For what do we live, but to make sport for our neighbours, and laugh at them in our turn?” ~~Jane Austen
Gossip is a sort of smoke that comes from the dirty tobacco-pipes of those who diffuse it: it proves nothing but the bad taste of the smoker. ~~George Elliot
Whoever speaks with an evil speech- lashon hara – is as if he denied G-d . . . Evil speech kills three people – the one who says it, the one who accepts it, and the one about whom it is said. (Maimonides Hilkhot Deot 7:3)
A philosopher once said, “If a man finds himself, he has a mansion in which he can live for the rest of his life.” I would like to add: If a man does not find himself he can build mansion after mansion and try to compensate for the loss of self, but huge as his mansion may be, it won’t do the trick.
The real you-the soul- is not at home in the ego. Unless you find your true home, no house — no matter how big – will be a home.
Where is the soul at home?
King David poetically put it in his Psalms: “Only one request I have of G-d, and this I will repeatedly ask: To sit in the House of G-d all the days of my life.”
The soul is at home only within the Soul of souls — G-d. And when we find our souls, ourselves, within G-d, we find G-d manifest within us.
The Torah recounts that G-d instructed the Israelites to build a sanctuary, telling Moses “Let them build a sanctuary and I will dwell in them.” Note that G-d did not say “I will dwell in the sanctuary.” G-d said “in them.”
When we are at home within G-d, G-d is at home within us.
The Kabbalah refers to the root of our existence as vessels. However, the original formation of the vessels were as individual points. Each vessel viewed itself as a self-defined point, separate of the others, and when they all wanted to receive God’s light independently, they broke. Had they joined together they could have held the light, but acting independently they fell apart.
Clearly the Kabbalah is talking about an egotistical world where people believe that “each to his own.” It’s a world where the ego is telling us that we are all separate, independent characters and have nothing to do with each other. The ego says that putting another person down brings you higher up. The ego says there isn’t enough for everybody so grab what you can. The ego says it’s you against me. The ego’s motto is: It is not whether you win or lose it’s whether I win or lose.
It’s the ego that wants to grab more territory, because it never feels secure, always wants more. It’s the ego that goes to war. In such an egotistical world, there can be no peace — peace among us or peace within us.
Yet we yearn for peace – inner peace and peace in the world. And the latter cannot come without the former.
Peace
One night the telephone woke me from a sound sleep. It was my friend Jake. Ignoring my sleep slurry voice, he says anxiously, “I’ve got to come over.”
“What? What’s the matter?”
“I am by myself at home.”
“Yeah?”
“You don’t understand. I am by myself. I’ve got to come over.”
“But I am sleeping.”
“But I can’t sleep.”
“Why not?”
“I hate being alone.”
I wanted to say, “Well, I love it — good night,” but I didn’t. I let Jake come over and keep me awake the rest of the night.
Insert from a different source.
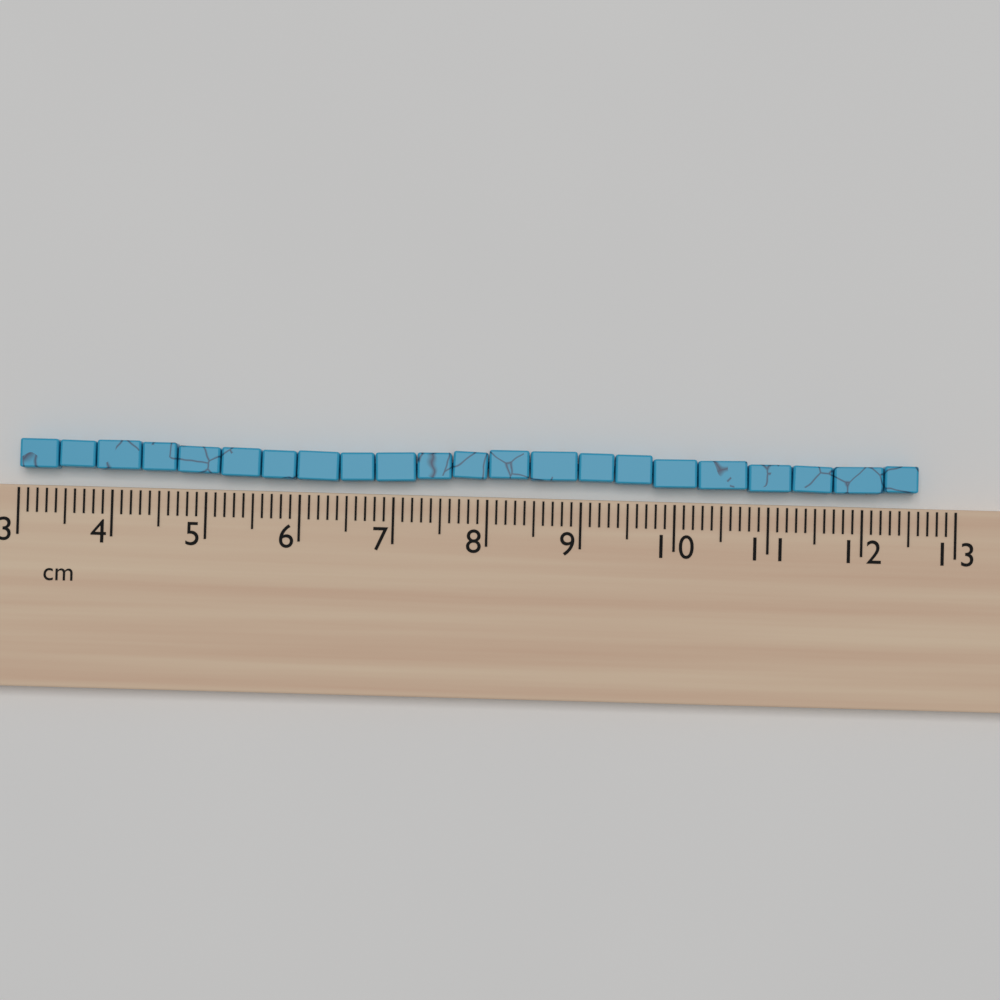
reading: 12.6 cm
Maybe it was worth it, because I did learn something from Jake. If you are not at peace with yourself, you are not going to like yourself for company. You can’t sleep — you can have no rest.
Since then I have met hundreds of Jakes. People who are gregarious, very social, always laughing, joking and gossiping. People who are always busy, busy, busy, trying to fill every possible moment with work or activity or mind-numbing entertainment. Always talking-they have an opinion about everything and everyone. Anything to prevent that dreadful moment of silence when they can no longer drown out the cry of their soul craving genuine love and connection.
I remember when I was a teenager, there was rock and roll album that had this written on the bottom: “For best results, play at full blast.” That was really what it was all about. Tune out your soul. Just blitz out. “Gimme the beat boys and free my soul, I want to get lost in your rock and roll and drift away.”
You may succeed, but only for a little while. Because the soul is strong. It roars like a restless lion in its cage, rattling the bars of the cage the ego has built for it.
As long as the ego insists on breaking the world into separate pieces, setting one against the other, there can be no peace outside and therefore no peace inside. The soul knows its true identity is bound up with all other souls and G-d — the Soul of souls. But as long as it is imprisoned in the ego, the soul moans and cries and is in pain. You feel you are in a war zone.
The Hebrew word for peace is “shalom”, it is also the word for completeness. The soul is never complete or at peace in the ego. Although the ego thinks it is complete, self-defined and self-confined, that is an illusion.
Good illustrations of this are many of the ingenious works of Escher. Take for instance his 1938 work “Fish and Birds.” All the figures are painted so closely together that the back of a fish is the wing of the bird and so forth, and yet each seems complete unto itself as if it does not rely on those around it. But, if you were to remove a fish or a bird, they would all disappear.
The irony is that he who thinks he is complete, self-contained and can knock others down, lives an illusion. He is truly incomplete and is knocking himself down with those he gossips about and slanders. However, he who knows he is incomplete and always seeks to love and nurture others is upon the path towards true completeness.